Despite the upcoming good news, Webull still posted a Q1 2026 GAAP net loss of $21.7 million. Investors now need proof that the upcoming deregulation on June 4 converts into earnings transactions and earnings growth.

Self-clearing approval expands Webull's margin path

Most retail brokers rely on outside firms to clear and settle their trades, essentially paying a middleman to handle the back-end processing of every transaction. Webull's newly approved U.S. self-clearing license changes that. It means Webull can now handle custody, settlement, and transaction processing entirely in-house, cutting out third-party fees and keeping more of the economics from every trade it executes.

Denier called the approval "a huge game changer" because this cost reduction flows directly to Webull's profit. Webull can also pass some of the savings to customers, making the platform more competitive on pricing, especially for B2B clients.

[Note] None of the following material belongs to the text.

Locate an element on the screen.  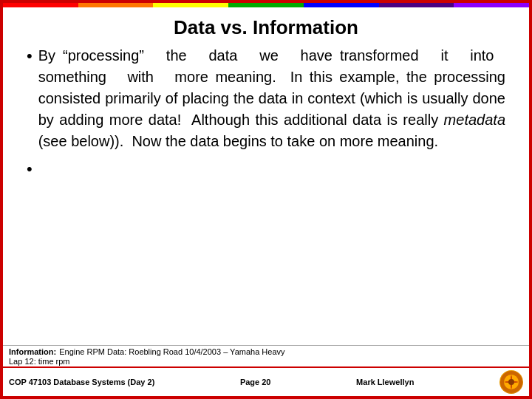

Webull posted a 9.3% adjusted operating margin in Q1, and self-clearing gives the company a credible path to improve that figure as third-party processing costs fall and incremental trading volume becomes more profitable. The company still needs approvals from DTCC for equities and OCC for options, and doesn't expect full operations until Q4.

The payoff also reaches beyond retail brokerage. Institutional flow already made up 9.5% of platform equity volume in Q1, giving Webull an early foothold outside its app-based retail base. Self-clearing strengthens that push because institutions and B2B clients value operational control, custody, and settlement reliability as much as trading tools.

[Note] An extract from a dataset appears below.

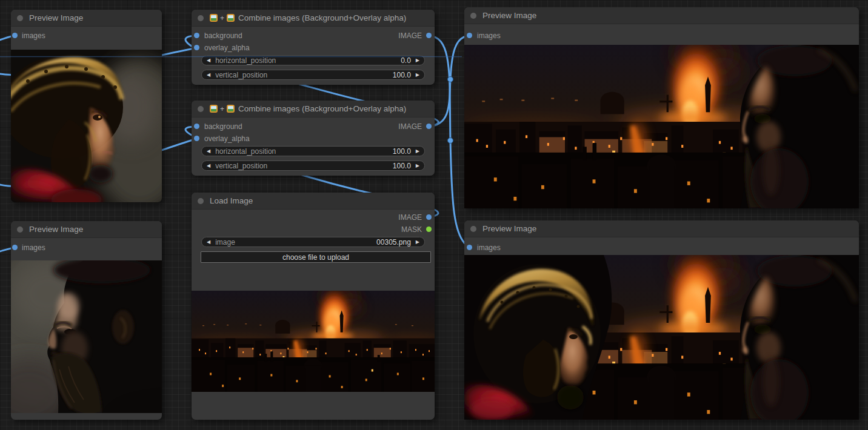 The width and height of the screenshot is (868, 430). What do you see at coordinates (449, 142) in the screenshot?
I see `link-combine-top-to-preview-bottom-right` at bounding box center [449, 142].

What could keep Webull climbing

  • PDT rule changes increase trading activity from smaller retail accounts
  • Strong existing engagement helps convert higher activity into sustained revenue growth
  • Self-clearing lowers processing costs and improves margin potential
  • Client asset growth expands monetization opportunities across trading and lending
  • Institutional trading volume diversifies the revenue base beyond retail activity

What could derail Webull's thesis

  • Trading activity fades, possibly due to large market downturns that wipe out margin accounts
  • Self-clearing implementation delays push out margin improvement
  • Heavy trading activity shifts toward lower-margin products
  • Institutional expansion slows if execution or reliability issues emerge
  • Rising compliance, support, and technology costs keep profitability under pressure

Key takeaways for Webull

Webull's story is increasingly about operating leverage. The key question is whether higher trading activity can translate into stronger margins and earnings power. The June 4 PDT rule change could become a major catalyst by increasing activity from smaller retail accounts and driving more assets onto the platform.

Self-clearing, institutional trading growth, and AI-driven trading tools could also improve margins and deepen customer engagement as Webull scales.